In addition to the usual handprinted cloth, seeds, botanical curiosities and spice mixes, I’m planning on offering some recent hand knitting projects at the final farmers market of 2023, something I only do in the winter months. Amongst these items is a work which I'm somewhat reluctant to part with because, it in its earthy organic nature, it is an interpretation of (a portrait in another dimension, maybe) of the Last Emperor: a pair of mittens worked in a mix of natural hand spun (the grey) and kitchen plant scrap dyed - avocado, pomegranate and onion skins - hand spun yarn. I have enough gloves and I doubt the Last Emperor would wear something like this, so I'm releasing these to the wind. Right now, it being winter here, it's mostly the North Wind blowing with a razor sharp edge of ice. The joys of being downwind of snowy places.

The snuggly hats are worked in Japanese Noro yarns which blend wool, mohair and silk in beautiful colour palettes. It knits up soft and the finished work is not as scratchy as some pure wools can be. These hats are fun to make. Worked in the round on circular needles until the crown shaping, they are an easy work-in-progress to carry around, and have enough mindless knitting to serve as good medical appointment waiting room pickup/put down projects. I've had a lot of medical appointments in the past month.

A second pair of mittens being offered to that same North Wind is worked from a hank of very interesting natural hand spun dog hair which I was gifted. They are are really soft, lightweight yet very warm and reminiscent of finest kid mohair.
I recently read that, though it didn't feel like it this past summer, the northern Chihuahuan desert is the coldest desert in North America in its nighttime low temperatures. Winter nights are definitely the hardest for me. Days are mostly beautifully lukewarm, especially if I can find a sheltered suntrap to do something outside. Inside a stone and adobe structure without a fireplace, is not the warmest space in winter.

Right now my teff (Eragrostis tef) fermentation bowl for another batch of injera has been exiled to one such suntrap: the warm front, south facing porch, not just because it is too cold indoors for it to do much, but also because it makes the whole house smell overwhelming like goat shed.

It might be stinky at this bubbling, foaming harvesting wild yeast stage, but three day fermented teff makes the most deliciously tasty injera.

The way I make injera in a cast iron pan on the stovetop, it's basically a teff flour sourdough pancake/chapatti/tortilla/flatbread (pick your culture), and goes a way toward supplying my bread needs since we all know that baking conventional bread with flour and yeast is not something I can do, while also satisfying my longing for the tastes of Africa.

To this end, my cookery library has seen some expansion.

And that's not all of them, either.
I weeded some literary fiction (easily obtained in electronic format) to make space on the bookshelf which defines the size of my personal physical library.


● **What needs to be done**: Exact copy, pictures excluded: please retype every record below.

[Dataset rows about figures]
-------

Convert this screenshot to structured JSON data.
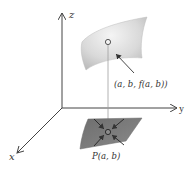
{
  "figure": {
    "axes": {
      "z_label": "z",
      "y_label": "y",
      "x_label": "x"
    },
    "surface_point_label": "(a, b, f(a, b))",
    "domain_point_label": "P(a, b)",
    "colors": {
      "axis": "#444444",
      "surface_light": "#e6e6e6",
      "surface_mid": "#c4c4c4",
      "domain_patch": "#7d7d7d",
      "guide_line": "#9a9a9a",
      "text": "#333333"
    }
  }
}
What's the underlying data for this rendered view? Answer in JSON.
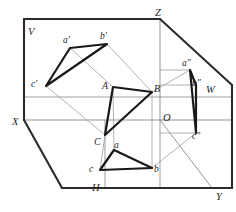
{
  "figure": {
    "background_color": "#ffffff",
    "line_color_heavy": "#2b2b2b",
    "line_color_light": "#8f8f8f",
    "triangle_color": "#191919"
  },
  "planes": [
    {
      "id": "V",
      "label": "V",
      "name": "vertical-frontal-plane",
      "x": 28,
      "y": 27
    },
    {
      "id": "H",
      "label": "H",
      "name": "horizontal-plane",
      "x": 92,
      "y": 183
    },
    {
      "id": "W",
      "label": "W",
      "name": "profile-side-plane",
      "x": 206,
      "y": 85
    }
  ],
  "axes": [
    {
      "id": "X",
      "label": "X",
      "name": "x-axis",
      "x": 12,
      "y": 117
    },
    {
      "id": "Y",
      "label": "Y",
      "name": "y-axis",
      "x": 216,
      "y": 192
    },
    {
      "id": "Z",
      "label": "Z",
      "name": "z-axis",
      "x": 155,
      "y": 8
    },
    {
      "id": "O",
      "label": "O",
      "name": "origin",
      "x": 163,
      "y": 113
    }
  ],
  "space_triangle": {
    "name": "space-triangle-ABC",
    "points": "113,87 152,92 105,135",
    "vertices": [
      {
        "id": "A",
        "label": "A",
        "x": 113,
        "y": 87,
        "lx": 102,
        "ly": 81
      },
      {
        "id": "B",
        "label": "B",
        "x": 152,
        "y": 92,
        "lx": 154,
        "ly": 84
      },
      {
        "id": "C",
        "label": "C",
        "x": 105,
        "y": 135,
        "lx": 94,
        "ly": 137
      }
    ]
  },
  "frontal_projection": {
    "name": "frontal-projection-triangle",
    "points": "70,48 107,44 46,86",
    "vertices": [
      {
        "id": "a'",
        "label": "a′",
        "x": 70,
        "y": 48,
        "lx": 63,
        "ly": 36
      },
      {
        "id": "b'",
        "label": "b′",
        "x": 107,
        "y": 44,
        "lx": 100,
        "ly": 32
      },
      {
        "id": "c'",
        "label": "c′",
        "x": 46,
        "y": 86,
        "lx": 31,
        "ly": 80
      }
    ]
  },
  "horizontal_projection": {
    "name": "horizontal-projection-triangle",
    "points": "114,150 152,168 100,170",
    "vertices": [
      {
        "id": "a",
        "label": "a",
        "x": 114,
        "y": 150,
        "lx": 114,
        "ly": 141
      },
      {
        "id": "b",
        "label": "b",
        "x": 152,
        "y": 168,
        "lx": 154,
        "ly": 165
      },
      {
        "id": "c",
        "label": "c",
        "x": 100,
        "y": 170,
        "lx": 89,
        "ly": 165
      }
    ]
  },
  "profile_projection": {
    "name": "profile-projection-triangle",
    "points": "190,70 196,85 196,133",
    "vertices": [
      {
        "id": "a''",
        "label": "a″",
        "x": 190,
        "y": 70,
        "lx": 182,
        "ly": 59
      },
      {
        "id": "b''",
        "label": "b″",
        "x": 196,
        "y": 85,
        "lx": 192,
        "ly": 79
      },
      {
        "id": "c''",
        "label": "c″",
        "x": 196,
        "y": 133,
        "lx": 192,
        "ly": 132
      }
    ]
  },
  "plane_outlines": {
    "v_plane_heavy": "M 24,19 L 24,120",
    "v_plane_top": "M 24,19 L 160,19",
    "z_to_y_edge": "M 160,19 L 232,85",
    "w_right_edge": "M 232,85 L 232,188",
    "h_bottom_edge": "M 62,188 L 232,188",
    "x_to_h": "M 24,120 L 62,188",
    "o_to_y_diagonal": "M 160,120 L 212,188",
    "x_to_o_axis": "M 24,120 L 160,120",
    "o_to_z_axis": "M 160,120 L 160,19",
    "o_to_w_edge": "M 160,120 L 232,120",
    "h_inner_left": "M 105,120 L 105,188",
    "h_inner_right": "M 160,120 L 160,188",
    "v_inner_bottom": "M 24,97 L 160,97",
    "w_inner_line": "M 160,97 L 232,97"
  },
  "projector_lines": [
    {
      "name": "projector-b-prime-to-B",
      "d": "M 107,44 L 152,92"
    },
    {
      "name": "projector-B-to-a-double-prime",
      "d": "M 152,92 L 190,70"
    },
    {
      "name": "projector-c-prime-to-C",
      "d": "M 46,86 L 105,135"
    },
    {
      "name": "projector-a-prime-to-A",
      "d": "M 70,48 L 113,87"
    },
    {
      "name": "projector-A-to-a",
      "d": "M 113,87 L 114,150"
    },
    {
      "name": "projector-B-to-b",
      "d": "M 152,92 L 152,168"
    },
    {
      "name": "projector-C-to-c",
      "d": "M 105,135 L 100,170"
    },
    {
      "name": "projector-b-to-b-double-prime",
      "d": "M 152,168 L 196,133"
    },
    {
      "name": "projector-a-double-prime-horizontal",
      "d": "M 160,70 L 190,70"
    },
    {
      "name": "projector-b-double-prime-horizontal",
      "d": "M 160,85 L 196,85"
    },
    {
      "name": "projector-c-double-prime-horizontal",
      "d": "M 160,133 L 196,133"
    }
  ]
}
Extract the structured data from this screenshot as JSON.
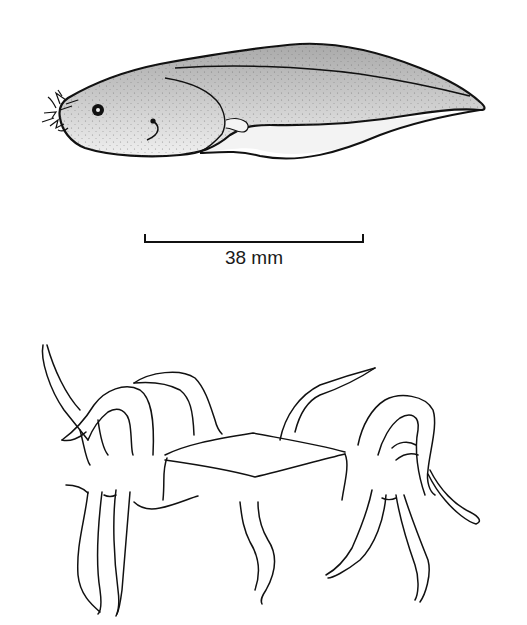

-------

● **Written answer**:
Convert this screenshot to structured JSON data.
{
  "figure": {
    "axes": {
      "z_label": "z",
      "y_label": "y",
      "x_label": "x"
    },
    "surface_point_label": "(a, b, f(a, b))",
    "domain_point_label": "P(a, b)",
    "colors": {
      "axis": "#444444",
      "surface_light": "#e6e6e6",
      "surface_mid": "#c4c4c4",
      "domain_patch": "#7d7d7d",
      "guide_line": "#9a9a9a",
      "text": "#333333"
    }
  }
}
What's the underlying data for this rendered view? Answer in JSON.
{
  "figure": {
    "background_color": "#ffffff",
    "line_color_heavy": "#2b2b2b",
    "line_color_light": "#8f8f8f",
    "triangle_color": "#191919"
  },
  "planes": [
    {
      "id": "V",
      "label": "V",
      "name": "vertical-frontal-plane",
      "x": 28,
      "y": 27
    },
    {
      "id": "H",
      "label": "H",
      "name": "horizontal-plane",
      "x": 92,
      "y": 183
    },
    {
      "id": "W",
      "label": "W",
      "name": "profile-side-plane",
      "x": 206,
      "y": 85
    }
  ],
  "axes": [
    {
      "id": "X",
      "label": "X",
      "name": "x-axis",
      "x": 12,
      "y": 117
    },
    {
      "id": "Y",
      "label": "Y",
      "name": "y-axis",
      "x": 216,
      "y": 192
    },
    {
      "id": "Z",
      "label": "Z",
      "name": "z-axis",
      "x": 155,
      "y": 8
    },
    {
      "id": "O",
      "label": "O",
      "name": "origin",
      "x": 163,
      "y": 113
    }
  ],
  "space_triangle": {
    "name": "space-triangle-ABC",
    "points": "113,87 152,92 105,135",
    "vertices": [
      {
        "id": "A",
        "label": "A",
        "x": 113,
        "y": 87,
        "lx": 102,
        "ly": 81
      },
      {
        "id": "B",
        "label": "B",
        "x": 152,
        "y": 92,
        "lx": 154,
        "ly": 84
      },
      {
        "id": "C",
        "label": "C",
        "x": 105,
        "y": 135,
        "lx": 94,
        "ly": 137
      }
    ]
  },
  "frontal_projection": {
    "name": "frontal-projection-triangle",
    "points": "70,48 107,44 46,86",
    "vertices": [
      {
        "id": "a'",
        "label": "a′",
        "x": 70,
        "y": 48,
        "lx": 63,
        "ly": 36
      },
      {
        "id": "b'",
        "label": "b′",
        "x": 107,
        "y": 44,
        "lx": 100,
        "ly": 32
      },
      {
        "id": "c'",
        "label": "c′",
        "x": 46,
        "y": 86,
        "lx": 31,
        "ly": 80
      }
    ]
  },
  "horizontal_projection": {
    "name": "horizontal-projection-triangle",
    "points": "114,150 152,168 100,170",
    "vertices": [
      {
        "id": "a",
        "label": "a",
        "x": 114,
        "y": 150,
        "lx": 114,
        "ly": 141
      },
      {
        "id": "b",
        "label": "b",
        "x": 152,
        "y": 168,
        "lx": 154,
        "ly": 165
      },
      {
        "id": "c",
        "label": "c",
        "x": 100,
        "y": 170,
        "lx": 89,
        "ly": 165
      }
    ]
  },
  "profile_projection": {
    "name": "profile-projection-triangle",
    "points": "190,70 196,85 196,133",
    "vertices": [
      {
        "id": "a''",
        "label": "a″",
        "x": 190,
        "y": 70,
        "lx": 182,
        "ly": 59
      },
      {
        "id": "b''",
        "label": "b″",
        "x": 196,
        "y": 85,
        "lx": 192,
        "ly": 79
      },
      {
        "id": "c''",
        "label": "c″",
        "x": 196,
        "y": 133,
        "lx": 192,
        "ly": 132
      }
    ]
  },
  "plane_outlines": {
    "v_plane_heavy": "M 24,19 L 24,120",
    "v_plane_top": "M 24,19 L 160,19",
    "z_to_y_edge": "M 160,19 L 232,85",
    "w_right_edge": "M 232,85 L 232,188",
    "h_bottom_edge": "M 62,188 L 232,188",
    "x_to_h": "M 24,120 L 62,188",
    "o_to_y_diagonal": "M 160,120 L 212,188",
    "x_to_o_axis": "M 24,120 L 160,120",
    "o_to_z_axis": "M 160,120 L 160,19",
    "o_to_w_edge": "M 160,120 L 232,120",
    "h_inner_left": "M 105,120 L 105,188",
    "h_inner_right": "M 160,120 L 160,188",
    "v_inner_bottom": "M 24,97 L 160,97",
    "w_inner_line": "M 160,97 L 232,97"
  },
  "projector_lines": [
    {
      "name": "projector-b-prime-to-B",
      "d": "M 107,44 L 152,92"
    },
    {
      "name": "projector-B-to-a-double-prime",
      "d": "M 152,92 L 190,70"
    },
    {
      "name": "projector-c-prime-to-C",
      "d": "M 46,86 L 105,135"
    },
    {
      "name": "projector-a-prime-to-A",
      "d": "M 70,48 L 113,87"
    },
    {
      "name": "projector-A-to-a",
      "d": "M 113,87 L 114,150"
    },
    {
      "name": "projector-B-to-b",
      "d": "M 152,92 L 152,168"
    },
    {
      "name": "projector-C-to-c",
      "d": "M 105,135 L 100,170"
    },
    {
      "name": "projector-b-to-b-double-prime",
      "d": "M 152,168 L 196,133"
    },
    {
      "name": "projector-a-double-prime-horizontal",
      "d": "M 160,70 L 190,70"
    },
    {
      "name": "projector-b-double-prime-horizontal",
      "d": "M 160,85 L 196,85"
    },
    {
      "name": "projector-c-double-prime-horizontal",
      "d": "M 160,133 L 196,133"
    }
  ]
}
Extract the structured data from this screenshot as JSON.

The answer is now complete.